Post by maidenofsilence on Nov 1, 2010 16:31:32 GMT -6
::Amami Kazunari::
Type: Original
Age: Fifteen
Year and Class: 1-C
Gender: Male
Sexuality: Bisexual
Crushes: None as of now.
Face Claim: Emil Castagnier of Tales of Syphonia: Dawn of the New World
Description:
Standing at 5’ 6”, just about average, and with a slightly slimmer build than most would have, Amami could look almost normal. His hair, though, is blonde, and he’s got a cowlick that doesn’t ever want to stay down. His face makes him look a bit younger than fifteen, and his almost-ever-present timid expression intensifies the effect. Amami looks most like his foreign mother, with his hair and bright green eyes. He doesn’t look like he could hurt a fly and his emotions always show on his face.[/size]
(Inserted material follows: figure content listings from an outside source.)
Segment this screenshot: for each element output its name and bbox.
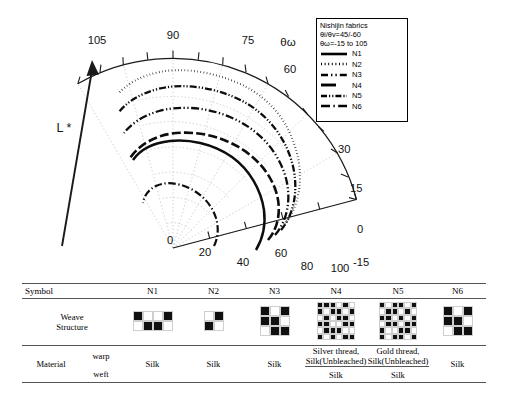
- weave-cell-N2: [183, 299, 244, 346]
- header-symbol: Symbol: [22, 284, 122, 299]
- table-bottom-rule: [22, 383, 486, 386]
- material-warp-N5: Gold thread,Silk(Unbleached): [367, 346, 429, 367]
- header-N5: N5: [367, 284, 429, 299]
- legend-label-N2: N2: [348, 60, 362, 69]
- legend-label-N4: N4: [348, 81, 362, 90]
- polar-outer-arc: [78, 51, 357, 200]
- rtick-0: 0: [167, 234, 173, 246]
- weave-pattern-N5: [379, 302, 417, 340]
- weave-cell-N5: [367, 299, 429, 346]
- rtick-60: 60: [275, 247, 287, 259]
- material-warp-row: Material warp Silk Silk Silk Silver thre…: [22, 346, 486, 367]
- legend-item-N3: N3: [320, 70, 404, 81]
- weave-cell-N1: [122, 299, 183, 346]
- table-header-row: Symbol N1 N2 N3 N4 N5 N6: [22, 284, 486, 299]
- legend-label-N1: N1: [348, 49, 362, 58]
- tick-neg15: -15: [353, 256, 369, 268]
- weave-pattern-N1: [133, 311, 173, 331]
- tick-15: 15: [350, 182, 362, 194]
- series-line-N1: [133, 141, 265, 250]
- legend-item-N6: N6: [320, 101, 404, 112]
- legend-title: Nishijin fabrics: [320, 21, 404, 30]
- tick-90: 90: [167, 29, 179, 41]
- fabric-specification-table: Symbol N1 N2 N3 N4 N5 N6 Weave Structure…: [22, 283, 486, 385]
- rtick-40: 40: [237, 256, 249, 268]
- legend-item-N4: N4: [320, 80, 404, 91]
- tick-0a: 0: [357, 223, 363, 235]
- weave-cell-N6: [429, 299, 486, 346]
- legend-swatch-N4: [320, 80, 348, 90]
- legend-label-N5: N5: [348, 91, 362, 100]
- legend-swatch-N3: [320, 70, 348, 80]
- weave-label-line1: Weave: [22, 312, 122, 322]
- header-N1: N1: [122, 284, 183, 299]
- legend-swatch-N5: [320, 91, 348, 101]
- radial-axis-label: L *: [57, 121, 72, 135]
- material-N3: Silk: [244, 346, 305, 383]
- angular-axis-label: θω: [280, 36, 295, 48]
- weft-label: weft: [80, 367, 122, 383]
- legend-swatch-N6: [320, 101, 348, 111]
- legend-item-N2: N2: [320, 59, 404, 70]
- weave-structure-label: Weave Structure: [22, 299, 122, 346]
- material-warp-N4-text: Silver thread,Silk(Unbleached): [306, 346, 367, 366]
- weave-pattern-N4: [317, 302, 355, 340]
- header-N3: N3: [244, 284, 305, 299]
- legend-item-N5: N5: [320, 91, 404, 102]
- header-N2: N2: [183, 284, 244, 299]
- weave-structure-row: Weave Structure: [22, 299, 486, 346]
- tick-75: 75: [242, 34, 254, 46]
- material-weft-N4: Silk: [305, 367, 367, 383]
- weave-pattern-N6: [443, 306, 473, 336]
- material-N2: Silk: [183, 346, 244, 383]
- weave-cell-N3: [244, 299, 305, 346]
- material-warp-N4: Silver thread,Silk(Unbleached): [305, 346, 367, 367]
- chart-legend: Nishijin fabrics θi/θv=45/-60 θω=-15 to …: [316, 18, 408, 122]
- tick-105: 105: [88, 34, 107, 46]
- weave-pattern-N3: [260, 306, 290, 336]
- series-line-N5: [119, 86, 295, 230]
- legend-swatch-N1: [320, 49, 348, 59]
- legend-condition-omega: θω=-15 to 105: [320, 39, 404, 48]
- polar-chart: 105 90 75 60 45 30 15 0 -15 0 20 40 60 8…: [0, 0, 508, 290]
- figure-root: 105 90 75 60 45 30 15 0 -15 0 20 40 60 8…: [0, 0, 508, 413]
- legend-swatch-N2: [320, 59, 348, 69]
- weave-cell-N4: [305, 299, 367, 346]
- tick-30: 30: [338, 143, 350, 155]
- polar-grid-circles: [137, 97, 283, 232]
- header-N4: N4: [305, 284, 367, 299]
- material-warp-N5-text: Gold thread,Silk(Unbleached): [368, 346, 429, 366]
- warp-label: warp: [80, 346, 122, 367]
- legend-item-N1: N1: [320, 49, 404, 60]
- material-N6: Silk: [429, 346, 486, 383]
- material-N1: Silk: [122, 346, 183, 383]
- rtick-20: 20: [199, 246, 211, 258]
- weave-pattern-N2: [204, 311, 224, 331]
- polar-grid-rays: [78, 58, 357, 248]
- header-N6: N6: [429, 284, 486, 299]
- legend-condition-angles: θi/θv=45/-60: [320, 30, 404, 39]
- tick-60: 60: [284, 63, 296, 75]
- rtick-100: 100: [331, 262, 350, 274]
- weave-label-line2: Structure: [22, 322, 122, 332]
- material-label: Material: [22, 346, 80, 383]
- legend-label-N6: N6: [348, 102, 362, 111]
- material-weft-N5: Silk: [367, 367, 429, 383]
- rtick-80: 80: [301, 260, 313, 272]
- legend-label-N3: N3: [348, 70, 362, 79]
Kazunari wears the uniform of his former school at the moment, a high necked white shirt covered by a blue jacket that has white cuffs. It has two pockets, neither of them breast pockets, and three buttons. He wears grey pants and brown shoes.When he receives his new uniform, it will be that of the high school in Hikarizaka, a cream striped white button down with a red tie and a pale yellow jacket with two pockets and three buttons, along with blue pants and brown shoes.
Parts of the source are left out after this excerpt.